28 Emily J. Climenson, Elizabeth Montague, vol. i, chap, iii, p. 90.

29 Comedy Queens of the Georgian Era, p. 116.

30 His Brothers was not produced until 1750. See H. C. Shelley, op. cit., chap. iii, p. 67.

31 See M. Thomas, op. cit., chap. vi, pp. 164–6.

32 This point H. C. Shelley declares has escaped the notice of all of Young's previous biographers, with how much justice the above citation from M. Thomas clearly shows. See the former's Life of Young, chap. V, pp. 107–8. The fact is likewise recorded in Mrs. Temple's epitaph.

33 M. Thomas, op. cit., chap. v, p. 141. Temple died in 1744–5.

34 See Night Thoughts, iii, ll. 62–63.

35 See Young's Conjectures on Original Composition, 2nd Ed., 1759, pp. 107–8.

36 Letter of Benjamin Victor, quoted in Ralph Straus's Robert Dodsley, chap. iv, p. 76.

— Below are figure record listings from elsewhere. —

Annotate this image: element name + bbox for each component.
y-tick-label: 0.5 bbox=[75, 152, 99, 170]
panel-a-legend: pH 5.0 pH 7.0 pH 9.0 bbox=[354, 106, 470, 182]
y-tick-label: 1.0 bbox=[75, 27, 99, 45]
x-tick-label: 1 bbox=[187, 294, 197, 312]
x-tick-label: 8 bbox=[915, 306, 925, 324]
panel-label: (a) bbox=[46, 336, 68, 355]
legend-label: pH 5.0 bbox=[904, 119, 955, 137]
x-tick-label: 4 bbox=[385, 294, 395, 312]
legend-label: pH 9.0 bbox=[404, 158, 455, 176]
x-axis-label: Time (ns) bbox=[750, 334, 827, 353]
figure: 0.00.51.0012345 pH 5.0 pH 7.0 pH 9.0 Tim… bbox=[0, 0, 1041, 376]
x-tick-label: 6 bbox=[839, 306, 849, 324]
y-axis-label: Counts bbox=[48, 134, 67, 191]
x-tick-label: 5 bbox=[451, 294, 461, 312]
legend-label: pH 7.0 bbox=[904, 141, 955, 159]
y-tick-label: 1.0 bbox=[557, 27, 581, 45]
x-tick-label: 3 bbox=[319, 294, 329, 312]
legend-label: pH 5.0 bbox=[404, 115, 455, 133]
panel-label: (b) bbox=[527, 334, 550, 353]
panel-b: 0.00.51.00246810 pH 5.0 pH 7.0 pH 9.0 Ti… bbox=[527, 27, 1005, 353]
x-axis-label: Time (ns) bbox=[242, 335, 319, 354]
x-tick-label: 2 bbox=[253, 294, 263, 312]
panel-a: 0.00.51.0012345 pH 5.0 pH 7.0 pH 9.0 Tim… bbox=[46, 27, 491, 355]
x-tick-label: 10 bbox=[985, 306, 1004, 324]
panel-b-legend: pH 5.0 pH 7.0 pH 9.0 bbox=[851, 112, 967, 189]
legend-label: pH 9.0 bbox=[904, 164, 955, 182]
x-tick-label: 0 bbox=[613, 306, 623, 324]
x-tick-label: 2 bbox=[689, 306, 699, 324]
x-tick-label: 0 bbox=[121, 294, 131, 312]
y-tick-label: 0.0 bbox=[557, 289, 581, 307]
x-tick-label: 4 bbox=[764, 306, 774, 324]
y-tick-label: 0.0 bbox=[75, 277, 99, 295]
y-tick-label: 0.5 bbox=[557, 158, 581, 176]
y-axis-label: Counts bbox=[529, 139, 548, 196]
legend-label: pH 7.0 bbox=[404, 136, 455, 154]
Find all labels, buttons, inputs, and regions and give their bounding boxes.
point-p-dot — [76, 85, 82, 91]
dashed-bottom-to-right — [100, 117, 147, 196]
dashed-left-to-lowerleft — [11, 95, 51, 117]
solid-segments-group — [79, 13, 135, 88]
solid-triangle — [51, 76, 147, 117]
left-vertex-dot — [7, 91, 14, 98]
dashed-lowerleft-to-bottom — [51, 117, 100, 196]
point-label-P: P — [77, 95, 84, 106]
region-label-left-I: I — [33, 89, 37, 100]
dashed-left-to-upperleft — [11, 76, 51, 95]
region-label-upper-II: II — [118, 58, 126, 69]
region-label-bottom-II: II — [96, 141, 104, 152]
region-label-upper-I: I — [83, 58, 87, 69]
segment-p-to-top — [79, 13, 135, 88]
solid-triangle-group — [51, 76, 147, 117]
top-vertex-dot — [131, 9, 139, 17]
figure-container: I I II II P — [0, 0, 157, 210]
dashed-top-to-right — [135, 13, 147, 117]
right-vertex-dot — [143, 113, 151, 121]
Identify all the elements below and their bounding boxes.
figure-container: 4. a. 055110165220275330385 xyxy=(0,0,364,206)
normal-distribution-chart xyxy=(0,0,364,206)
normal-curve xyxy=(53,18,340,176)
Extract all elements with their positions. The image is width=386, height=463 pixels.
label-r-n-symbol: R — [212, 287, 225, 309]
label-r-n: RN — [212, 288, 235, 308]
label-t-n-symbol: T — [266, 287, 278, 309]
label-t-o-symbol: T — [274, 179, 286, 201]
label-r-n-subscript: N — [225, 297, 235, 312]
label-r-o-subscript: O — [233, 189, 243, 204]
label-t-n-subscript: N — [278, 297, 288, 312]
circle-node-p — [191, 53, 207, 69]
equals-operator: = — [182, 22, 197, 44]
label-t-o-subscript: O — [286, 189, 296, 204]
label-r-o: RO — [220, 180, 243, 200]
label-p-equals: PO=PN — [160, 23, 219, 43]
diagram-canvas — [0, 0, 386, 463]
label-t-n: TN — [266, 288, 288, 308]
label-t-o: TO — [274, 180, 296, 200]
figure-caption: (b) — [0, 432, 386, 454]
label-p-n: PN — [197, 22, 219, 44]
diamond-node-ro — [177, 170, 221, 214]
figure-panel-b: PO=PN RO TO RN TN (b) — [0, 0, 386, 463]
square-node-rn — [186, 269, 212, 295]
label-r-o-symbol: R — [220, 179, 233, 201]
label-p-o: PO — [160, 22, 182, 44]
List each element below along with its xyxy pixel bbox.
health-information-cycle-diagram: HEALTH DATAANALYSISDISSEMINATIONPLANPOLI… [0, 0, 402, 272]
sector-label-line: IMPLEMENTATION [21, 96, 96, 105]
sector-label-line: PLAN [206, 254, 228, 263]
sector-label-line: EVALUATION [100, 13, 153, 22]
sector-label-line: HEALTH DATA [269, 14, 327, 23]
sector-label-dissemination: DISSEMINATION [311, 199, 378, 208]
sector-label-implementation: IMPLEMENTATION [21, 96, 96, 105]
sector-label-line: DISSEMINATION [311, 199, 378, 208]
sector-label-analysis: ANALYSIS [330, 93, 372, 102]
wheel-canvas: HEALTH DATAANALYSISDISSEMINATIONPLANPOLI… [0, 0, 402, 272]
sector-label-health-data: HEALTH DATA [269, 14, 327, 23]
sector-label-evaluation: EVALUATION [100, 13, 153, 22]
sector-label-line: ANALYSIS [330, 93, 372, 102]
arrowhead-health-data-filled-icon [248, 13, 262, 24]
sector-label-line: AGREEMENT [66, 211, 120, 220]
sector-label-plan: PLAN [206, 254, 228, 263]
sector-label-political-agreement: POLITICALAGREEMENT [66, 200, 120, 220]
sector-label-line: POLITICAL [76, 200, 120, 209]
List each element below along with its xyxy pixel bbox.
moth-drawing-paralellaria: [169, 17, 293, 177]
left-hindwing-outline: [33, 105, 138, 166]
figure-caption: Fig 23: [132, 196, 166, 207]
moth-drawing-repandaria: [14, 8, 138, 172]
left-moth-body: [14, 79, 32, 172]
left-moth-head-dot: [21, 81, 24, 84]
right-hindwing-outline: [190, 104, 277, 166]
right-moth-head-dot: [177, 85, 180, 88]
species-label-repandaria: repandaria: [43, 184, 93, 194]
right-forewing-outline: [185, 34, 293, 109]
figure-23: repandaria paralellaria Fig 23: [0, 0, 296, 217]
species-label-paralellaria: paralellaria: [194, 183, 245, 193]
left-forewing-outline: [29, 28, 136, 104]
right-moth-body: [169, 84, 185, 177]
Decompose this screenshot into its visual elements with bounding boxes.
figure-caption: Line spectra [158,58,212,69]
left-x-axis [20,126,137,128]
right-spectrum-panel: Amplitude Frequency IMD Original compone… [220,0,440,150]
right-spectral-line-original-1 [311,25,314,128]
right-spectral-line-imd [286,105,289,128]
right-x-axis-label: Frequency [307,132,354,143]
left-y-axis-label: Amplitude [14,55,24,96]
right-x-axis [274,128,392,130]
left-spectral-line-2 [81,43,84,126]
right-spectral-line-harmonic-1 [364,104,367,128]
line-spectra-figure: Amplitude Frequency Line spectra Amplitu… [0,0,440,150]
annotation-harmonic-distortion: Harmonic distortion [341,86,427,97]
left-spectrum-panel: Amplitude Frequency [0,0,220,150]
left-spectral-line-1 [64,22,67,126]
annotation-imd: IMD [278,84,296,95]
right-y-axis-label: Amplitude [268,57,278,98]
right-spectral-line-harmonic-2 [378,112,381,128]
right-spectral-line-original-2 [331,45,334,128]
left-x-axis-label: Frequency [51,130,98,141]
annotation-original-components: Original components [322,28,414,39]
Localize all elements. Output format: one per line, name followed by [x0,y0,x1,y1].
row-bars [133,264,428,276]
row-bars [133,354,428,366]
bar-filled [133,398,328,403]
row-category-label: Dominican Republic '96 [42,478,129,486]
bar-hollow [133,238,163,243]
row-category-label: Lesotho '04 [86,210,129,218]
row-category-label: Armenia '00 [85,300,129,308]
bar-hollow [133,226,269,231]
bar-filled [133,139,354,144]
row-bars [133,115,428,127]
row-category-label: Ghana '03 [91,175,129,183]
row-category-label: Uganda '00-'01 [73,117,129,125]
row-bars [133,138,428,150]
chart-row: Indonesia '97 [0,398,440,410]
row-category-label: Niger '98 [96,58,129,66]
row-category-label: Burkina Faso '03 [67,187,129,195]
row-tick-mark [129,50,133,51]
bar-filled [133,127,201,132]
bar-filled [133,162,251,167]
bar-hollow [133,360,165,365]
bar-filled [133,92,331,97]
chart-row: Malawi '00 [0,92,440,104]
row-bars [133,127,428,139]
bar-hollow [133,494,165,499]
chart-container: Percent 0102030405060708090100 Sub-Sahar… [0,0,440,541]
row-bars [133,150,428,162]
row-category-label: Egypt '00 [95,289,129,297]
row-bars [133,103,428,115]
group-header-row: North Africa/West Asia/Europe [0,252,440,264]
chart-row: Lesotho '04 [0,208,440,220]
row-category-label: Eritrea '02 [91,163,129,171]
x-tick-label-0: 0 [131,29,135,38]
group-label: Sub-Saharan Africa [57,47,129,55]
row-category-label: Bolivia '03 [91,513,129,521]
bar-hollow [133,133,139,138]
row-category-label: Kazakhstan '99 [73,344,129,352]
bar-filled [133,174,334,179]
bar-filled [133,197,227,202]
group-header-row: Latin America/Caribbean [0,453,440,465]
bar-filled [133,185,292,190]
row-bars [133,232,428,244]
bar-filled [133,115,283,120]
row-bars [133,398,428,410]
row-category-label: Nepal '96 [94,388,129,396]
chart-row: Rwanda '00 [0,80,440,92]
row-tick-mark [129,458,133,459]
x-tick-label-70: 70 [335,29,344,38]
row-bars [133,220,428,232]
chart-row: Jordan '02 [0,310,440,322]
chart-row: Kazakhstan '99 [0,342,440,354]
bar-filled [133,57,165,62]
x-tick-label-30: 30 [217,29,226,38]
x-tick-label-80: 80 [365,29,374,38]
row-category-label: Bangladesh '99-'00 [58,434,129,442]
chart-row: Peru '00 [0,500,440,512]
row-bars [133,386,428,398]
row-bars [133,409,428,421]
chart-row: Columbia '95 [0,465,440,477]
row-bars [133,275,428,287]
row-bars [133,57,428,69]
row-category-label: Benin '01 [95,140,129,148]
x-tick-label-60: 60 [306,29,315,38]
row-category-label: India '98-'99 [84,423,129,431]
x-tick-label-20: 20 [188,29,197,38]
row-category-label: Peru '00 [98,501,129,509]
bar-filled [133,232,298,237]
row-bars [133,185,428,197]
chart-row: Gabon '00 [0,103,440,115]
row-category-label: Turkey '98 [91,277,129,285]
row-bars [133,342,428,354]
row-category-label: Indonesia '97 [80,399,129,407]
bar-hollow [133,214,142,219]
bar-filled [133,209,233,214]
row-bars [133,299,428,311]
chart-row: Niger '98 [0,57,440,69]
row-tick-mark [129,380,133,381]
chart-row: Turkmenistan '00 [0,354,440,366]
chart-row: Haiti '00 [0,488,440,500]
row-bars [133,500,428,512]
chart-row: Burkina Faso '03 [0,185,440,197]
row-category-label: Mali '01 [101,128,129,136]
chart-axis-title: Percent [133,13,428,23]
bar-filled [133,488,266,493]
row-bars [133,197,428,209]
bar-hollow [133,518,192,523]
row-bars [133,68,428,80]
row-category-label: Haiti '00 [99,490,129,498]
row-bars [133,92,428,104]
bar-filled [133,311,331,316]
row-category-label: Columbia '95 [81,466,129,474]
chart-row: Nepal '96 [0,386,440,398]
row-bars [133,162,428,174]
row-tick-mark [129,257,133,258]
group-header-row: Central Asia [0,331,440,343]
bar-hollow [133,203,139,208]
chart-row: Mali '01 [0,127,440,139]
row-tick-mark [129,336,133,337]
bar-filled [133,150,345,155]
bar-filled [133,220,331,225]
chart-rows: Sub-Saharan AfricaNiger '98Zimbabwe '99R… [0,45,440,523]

37 “I believe I told you the judgment of this house about the Fifth Night; 'tis not so dark as some of his former, but has not so much merit as his last, though many thoughts and lines in it are charming.” Mrs. Delaney to her sister, Mrs. Dewes, Bulstrode, Jan. 4, 1743–4. Life and Correspondence of Mrs. Delaney, vol. ii, 1st Series p. 243.

“I have an old aunt that visits me sometimes, whose conversation is the perfect counterpart of them [Shenstone's letters]. She shall fetch a long-winded sigh with Dr. Young for a wager; though I see his Suspiria are not yet finished. He has relapsed into ‘Night the Fifth.‘ I take his case to he wind in great measure, and would advise him to take rhubarb in powder, with a little nutmeg amongst it.” W. Shenstone to Mr. Graves, Dec. 23, 1743. Shenstone's Works (J. Dodsley, 1791), vol. iii, p. 94.

38 E. Straus, op. ait., chap. iv, p. 76.

39 George Eliot: Worldliness and Other-Worldliness, Complete Works (St. James Edition), vol. iii, pp. 235–6.

40 Op. cit., chap. vi, p. 161.

41 See summary of Mr. Taylor's letter quoted above from Notes and Queries.

42 Op. cit., chap. vi, pp. 157–61.

43 H. C. Shelley's Life of Young, chap. vi, p. 62.